Thursday, December 01, 2005

Communications

I'm in grad school in electrical engineering. My field of interest within EE is communications (that's communications technology, not like speech class). In my communications classes, we define, describe, analyze and discuss different components of communications systems. One thing that is always an assumption is that there exists a signal called m(t). This is the message signal. It means that someone is trying to communicate something. Sometimes, this will be just raw data like readings from a thermometer somewhere. But, often, the message signal will be an actual message that someone is trying to communicate to someone else. They might have written something, or they might be saying something. It is the duty of the communications engineer to allow their message to get transmitted to their intended receipiant without error. In the past 50 years, communications systems have grown enormously. You're reading an example of it right now.

One thing that troubles me, though, is that more often than not, we don't have anything meaningful to communicate. We assume that someone out there somewhere has a m(t) that they want to tell somebody, but it seems that our m(t)'s are nothing worth telling. Phil Vischer of Big Idea once said this:
For all the promise of new communication technologies, we invaribly end up using them to transmit our depravity louder and farther than our virtue.
Phil makes a good point, but I think that by using the collective "we," he is referring to believers and non-believers alike as those who use communications technologies. The problem is that non-believers have no virtue to transmit.

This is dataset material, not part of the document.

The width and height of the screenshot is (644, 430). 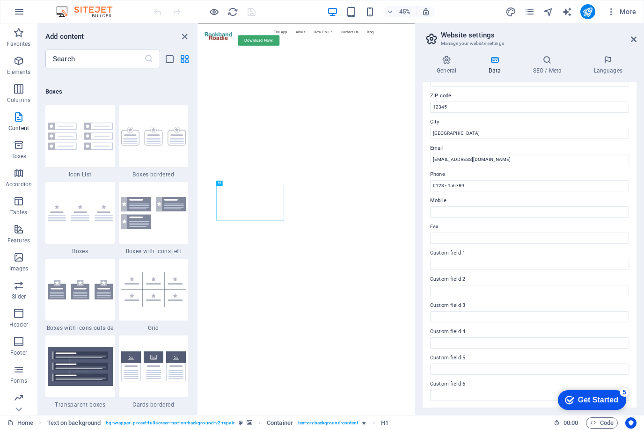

A good blog entry about things such as this is by Keith Plummer, called IM One Another

I feel a little guilty because I used to IM my roommates too. But, it was more in jest, and we always laughed about it. On the other hand, I knew people who were so obsessed with these role-playing video games that they literaly ran to the bathroom and ran back so they would miss as little of the game as possible.


Perhaps one good thing is that all this great communication techology is that it is helping our depravity to surface, for all to see.